Your Strategy Needs a Strategy
  • Language: en
  • Pages: 282

Your Strategy Needs a Strategy

And, they avoid the common frustrations stemming from lack of perceived relevance and engagement around on the strategy process. How you choose and execute the right approach is the focus of this book. From Global BCG strategy experts Martin Reeves, Knut Haanæs, Janmejaya Sinha (and based on the bestselling article in Harvard Business Review), Your Strategy Needs a Strategy offers a practical guide to help you to match your approach to strategy to your environment and execute it effectively, to combine different approaches for companies which operate in multiple environments, and to lead your organization in making better strategic choices. Organizing approaches into five strategic archetypes-Be Big, Be Fast, Be First, Be the Orchestrator, Be Viable-the authors explain the conditions under which each is appropriate, when and how to execute each one, and how to avoid common strategy traps.

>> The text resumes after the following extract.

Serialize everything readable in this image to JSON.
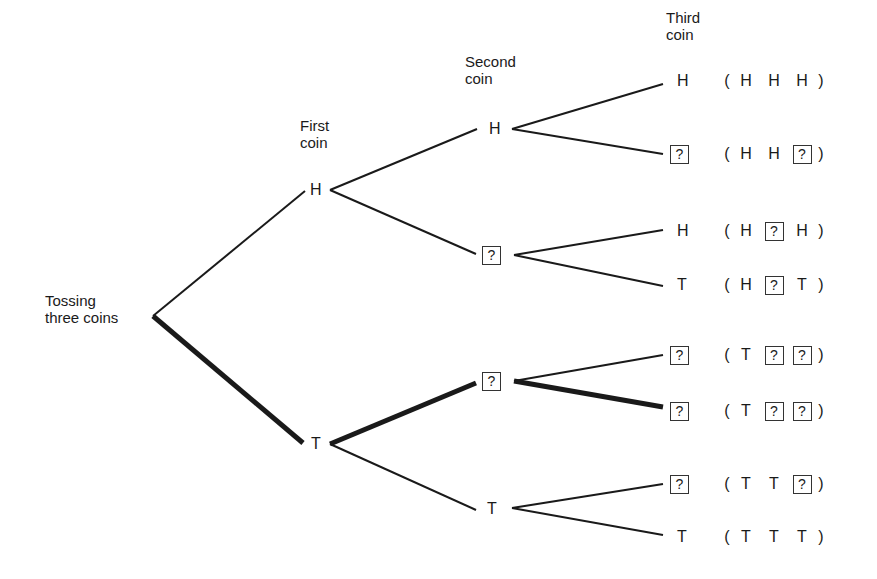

Summary of A.G. Lafley & Roger L. Martin's Playing to Win
  • Language: en
  • Pages: 43

Summary of A.G. Lafley & Roger L. Martin's Playing to Win

Please note: This is a companion version & not the original book. Sample Book Insights: #1 By the late 1990s, it was clear that PG needed to win in skin care. Skin care constitutes about a quarter of the total beauty industry and has the potential to be highly profitable. Oil of Olay was struggling. It wasn’t PG’s only skin-care brand, but it was by far the largest and best known. #2 PG invested in the SK-II brand, Cover Girl, Pantene, Head Shoulders, and Herbal Essences. The company bought Wella and Clairol to create a position in hair styling and color. #3 The company was able to redefine what anti-aging products could do. It began selling higher-end, more prestigious products in a traditionally high-volume environment. It attracted consumers from both the mass and prestige channels. #4 Olay needed to look and feel the part. The packaging had to represent an aspiration, but also effectively deliver the product. Pricing had to be just right – not too high for mass consumers, but not too low for prestige consumers.